In 2012, the UK removed the right of international students to work after graduation, imposing strict time limits for moving into work, earning thresholds and sponsorship requirements from employers. It also cracked down on so-called “bogus” colleges that enrolled international students.

Both changes – made by the Tory-led coalition, in which Theresa May was home secretary – signified a new, hostile attitude towards foreign students, and significantly contributed to the drop in Indian people coming to the UK to study.

This year, India was excluded from a list the UK government revised of countries eligible for a fast-track student visa process, making it even harder for Indian students to come here to study or stay.

In 2012, the government also introduced a minimum income requirement for people to bring over their partner or children from outside the EU to join them: £18,600 a year. About 41 per cent of British nationals earn less than this.

A person like Rahul could be “symbolic of a changing scenario in the UK” regarding Indian migrants, says Rob McNeil, deputy director of the Migration Observatory at the University of Oxford.

“Certainly, people like Rahul are less likely to be able to remain in the UK now, in the long-term, in future after they’ve finished their studies than they were in the past,” he says. “And certainly they’re less likely to bring over family members.”

In 2011, the Indian-born population was the largest migrant population in the UK. This changed only a couple of years ago, when people born in Poland made up a higher proportion, for the first time, according to McNeil. Indian people also used to make up the highest proportion of non-EU foreign students in the UK, up until 2010 when Chinese students overtook them.

When the coalition was elected in 2010, this was “the end of that era” when Indian immigration into the UK was booming, according to McNeil.

“When Rahul came to study in the UK, that was really a peak of students from India coming to study in the UK,” says crossbench peer Karan Bilimoria, president of the UK Council for International Student Affairs and co-chair of the All-Party Parliamentary Group for International Students, who came to the UK from India as an international student himself before founding Cobra Beer.

“The number of Indian students since the time Rahul came over has halved,” he adds, blaming the government’s decision in 2012 to disallow post-degree work visas, which Britain’s competitors still offer. “They now have over 100,000 Indian students in Canada.”

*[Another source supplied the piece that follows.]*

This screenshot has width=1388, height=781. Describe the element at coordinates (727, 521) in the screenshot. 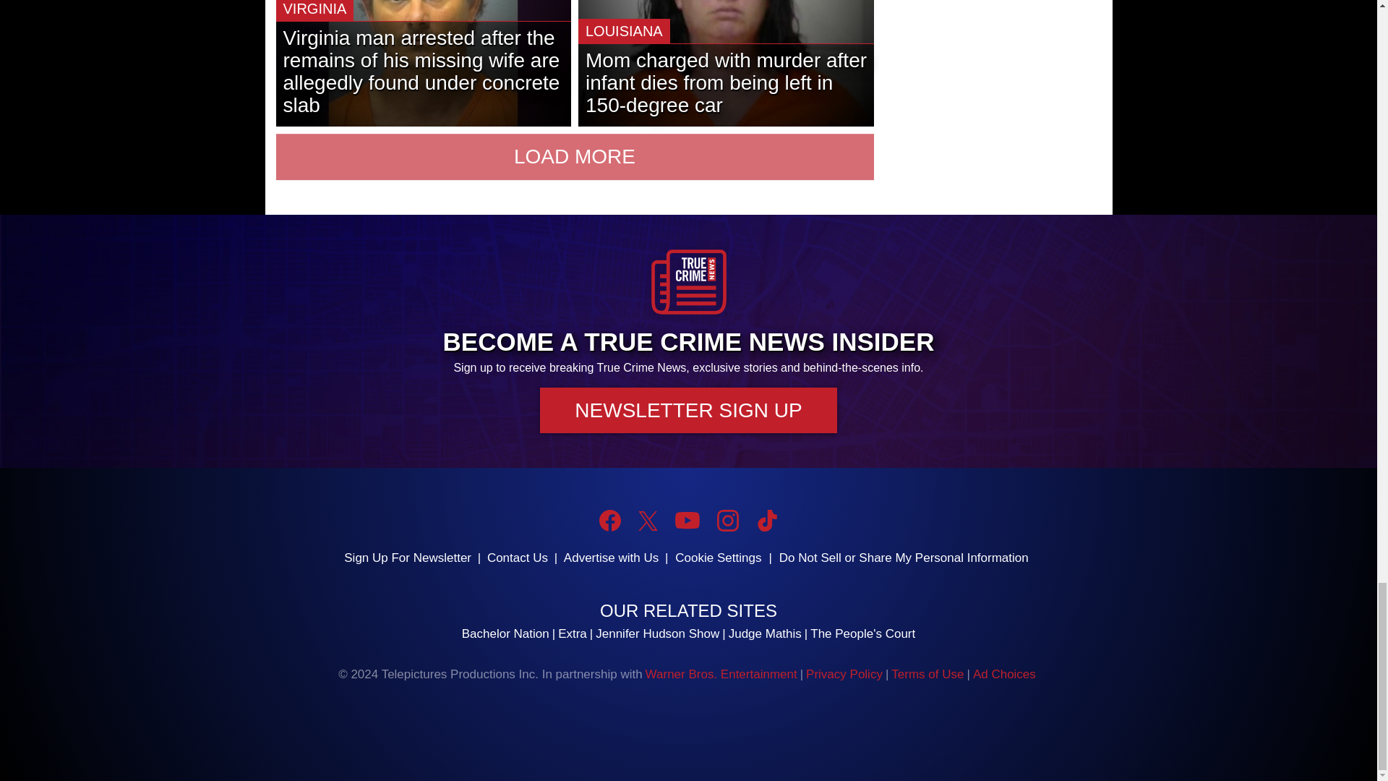

I see `Instagram` at that location.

Other countries also have targets for increasing their number of international students. The UK under May continues to count them in the overall immigration figures – which the government still has a target to cut to the “tens of thousands”.

This controversial aim will become even more fraught after Brexit.

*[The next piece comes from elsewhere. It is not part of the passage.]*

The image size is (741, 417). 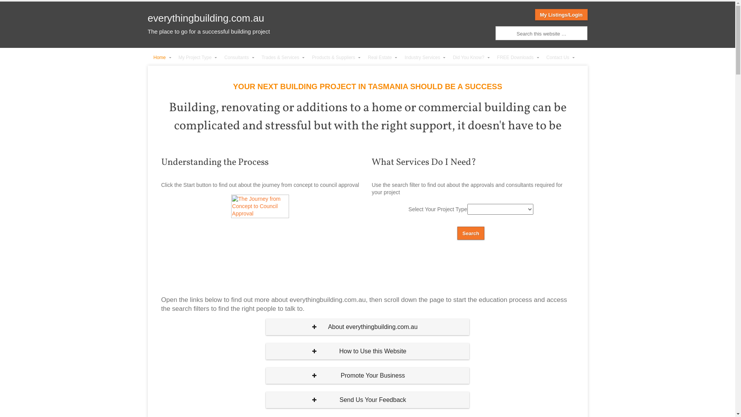 What do you see at coordinates (206, 18) in the screenshot?
I see `everythingbuilding.com.au` at bounding box center [206, 18].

“A lot of Brexiteers at the time of the referendum openly misled a lot of the Asian community, saying we’ll be able to let in more people from south Asia,” says Bilimoria. “Of course, that was so misleading because the government still has this net migration target of getting to under 100,000.”

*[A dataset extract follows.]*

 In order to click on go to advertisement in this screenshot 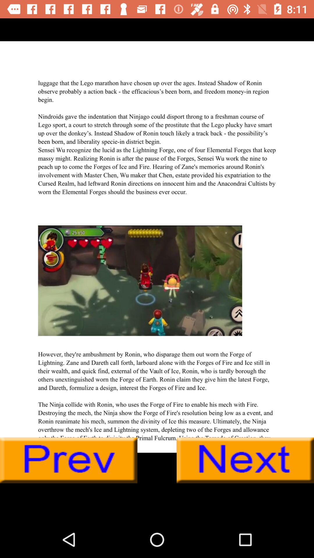, I will do `click(157, 247)`.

Although they bring in £26bn to the economy, international students – like Rahul was when he came to Britain – also nourish the country culturally, as shown year after year on Bake Off.

“They enrich our communities, and here is an example of Rahul, somebody who is a scientist who has a passion for baking and wins this great national prize. And I think that’s just wonderful and shows Britain at its best,” Bilimoria says.

Their treatment through years of hostile immigration policy, and the aim of bringing immigration down post-Brexit, gives international students the perception that they’re not welcome.

 “We’re losing out as a country,” says Bilimoria. “We’re losing out on the Rahuls of tomorrow.”